Portrait of Sir Hans Sloane holding a book, detail of an engraving from The Newcastle Magazine, 1785-6.  British Library, P.P. 6077.d.
Portrait of Sir Hans Sloane holding a book, detail of an engraving from The Newcastle Magazine, 1785-6.  British Library, P.P. 6077.d.  noc

The two Malay manuscripts from the Sloane collection are very different from each other, in both content and form.  One is a legal text or undang-undangSloane 2393, probably dating from the 17th or early 18th century.  Its physical form is highly unusual in that the text is written lengthwise across the page, parallel to the spine of the book.  This suggests that the manuscript may have originated in a region where palm leaf – with its horizontal format – was still the standard writing medium.  A few characters in Javanese script on the cover (see below) point to an origin in Java, or perhaps from the environs of the strongly Javanese-influenced courts of Jambi and Palembang in east Sumatra.  The text has been studied in detail by the Malaysian scholar Mohammed Jajuli Rahman, who found that it differs from most other Malay texts on Islamic law (fiqh) of the 16th to 19th centuries by focussing on criminal law (hukum jenayah).  The text introduces itself on the first page as Inilah bab takzir, ‘This is the section on punishment’, and presents definitions of and punishments for murder, injury, adultery, slander, theft and banditry, concluding with a final section on legal procedure, for example in dealing with witnesses.

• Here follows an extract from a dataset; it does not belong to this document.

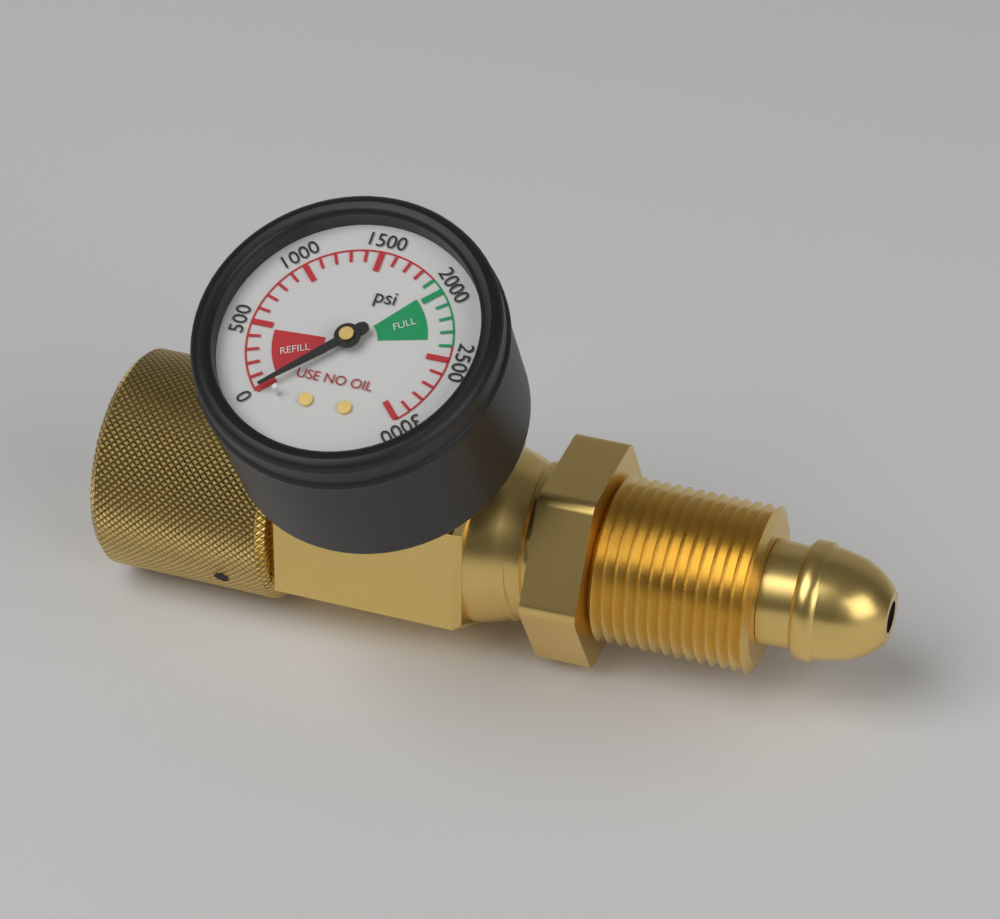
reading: 0 psi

Section discussing injuries to the head (Ini kitab pada menyatakan luka kepala), from Bab takzir, an early Malay text on punishments according to Islamic criminal law.  British Library, Sloane 2393, f.7r.
Section discussing injuries to the head (Ini kitab pada menyatakan luka kepala), from Bab takzir, an early Malay text on punishments according to Islamic criminal law.  British Library, Sloane 2393, f.7r.   noc

Detail showing Javanese characters on the cover of Bab takzir.  British Library, Sloane 2393, f.21v (detail).
Detail showing Javanese characters on the cover of Bab takzir.  British Library, Sloane 2393, f.21v (detail).  noc

The term ‘Malay manuscript’ generally calls to mind a work from Southeast Asia produced in a Muslim milieu, written in Malay in the adapated form of the Arabic script known as Jawi, such as Sloane 2393 described above.  But as the technical definition of  ‘Malay manuscript’ essentially covers any item written by hand in the Malay language, it thus includes some very varied types of works, such as the second Malay manuscript owned by Sir Hans Sloane: a compilation of Christian hymns and the Psalms of David, as well as services for marriage and baptism, written in romanized Malay in a 17th-century Dutch hand (Sloane 3115).  On the flyleaf is inscribed the name Cornelius van der Sluijs, and a note in Dutch stating that in the year 1672 he sailed on the ship ‘The Coat of Arms of Alkmaar’ ('t Wapen van Alkmaar) to the East Indies, as a church representative to visit the sick. His arrival in Ambon on 10 July 1674 is recorded by François Valentijn in his monumental Oud en nieuw Oost-Indiën (1726, p.75), who described 'Cornelius van der Sluis' as a doctor from Utrecht.  The note in the manuscript further records that Van der Sluijs took his final church exams in 1678, and was then sent to Ternate as chief church minister.  This manuscript was therefore probably compiled in the Moluccas, in eastern Indonesia.

The Psalms of David, in romanised Malay, late 17th century.  British Library, Sloane 3115, f.16r.
The Psalms of David, in romanised Malay, late 17th century.  British Library, Sloane 3115, f.16r.   noc

Further reading
Mohamad Jajuli Rahman, The Undang-undang: a mid-eighteenth century Malay law text (BL Sloane MS 2393): transcription and translation. (Canterbury: University of Kent, Centre of South-east Asian studies, 1986).
Mohamad Jajuli Abd. Rahman, Teks undang-undang Melayu pertengahan abad kelapan belas (Kuala Lumpur: Dewan Bahasa dan Pustaka, 1995).